In the twentieth century, meter became an object of disdain, reimagined as an automated metronome to be transcended by new rhythmic practices of free verse. Yet meter remained in the archives, poems, letters, and pedagogy of modern poets and critics. In
Modernism's Metronome
, Ben Glaser revisits early twentieth-century poetics to uncover a wide range of metrical practice and theory, upending our inherited story about the "breaking" of meter and rise of free verse.
In the twentieth century, meter became an object of disdain, reimagined as an automated metronome to be transcended by new rhythmic practices of free verse. Yet meter remained in the archives, poems, letters, and pedagogy of modern poets and critics. In
Modernism's Metronome
, Ben Glaser revisits early twentieth-century poetics to uncover a wide range of metrical practice and theory, upending our inherited story about the "breaking" of meter and rise of free verse.
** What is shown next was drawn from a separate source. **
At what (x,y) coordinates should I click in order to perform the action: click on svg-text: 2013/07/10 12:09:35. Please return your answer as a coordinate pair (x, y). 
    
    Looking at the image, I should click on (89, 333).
Despite meter's recasting as a rigid metronome, diverse modern poet-critics refused the formal ideologies of free verse through complex engagements with traditional versification.
In the twentieth century, meter became an object of disdain, reimagined as an automated metronome to be transcended by new rhythmic practices of free verse. Yet meter remained in the archives, poems, letters, and pedagogy of modern poets and critics. In
Modernism's Metronome
, Ben Glaser revisits early twentieth-century poetics to uncover a wide range of metrical practice and theory, upending our inherited story about the "breaking" of meter and rise of free verse.
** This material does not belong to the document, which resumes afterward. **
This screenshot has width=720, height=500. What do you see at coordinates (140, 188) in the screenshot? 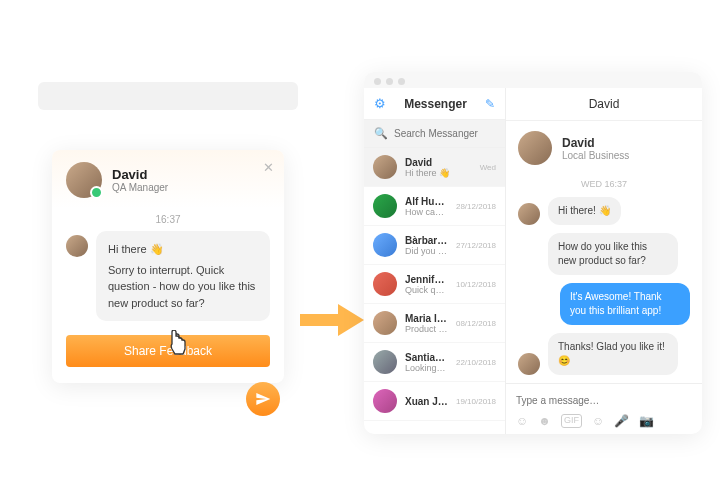
I see `widget-agent-role: QA Manager` at bounding box center [140, 188].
In the twentieth century, meter became an object of disdain, reimagined as an automated metronome to be transcended by new rhythmic practices of free verse. Yet meter remained in the archives, poems, letters, and pedagogy of modern poets and critics. In
Modernism's Metronome
, Ben Glaser revisits early twentieth-century poetics to uncover a wide range of metrical practice and theory, upending our inherited story about the "breaking" of meter and rise of free verse.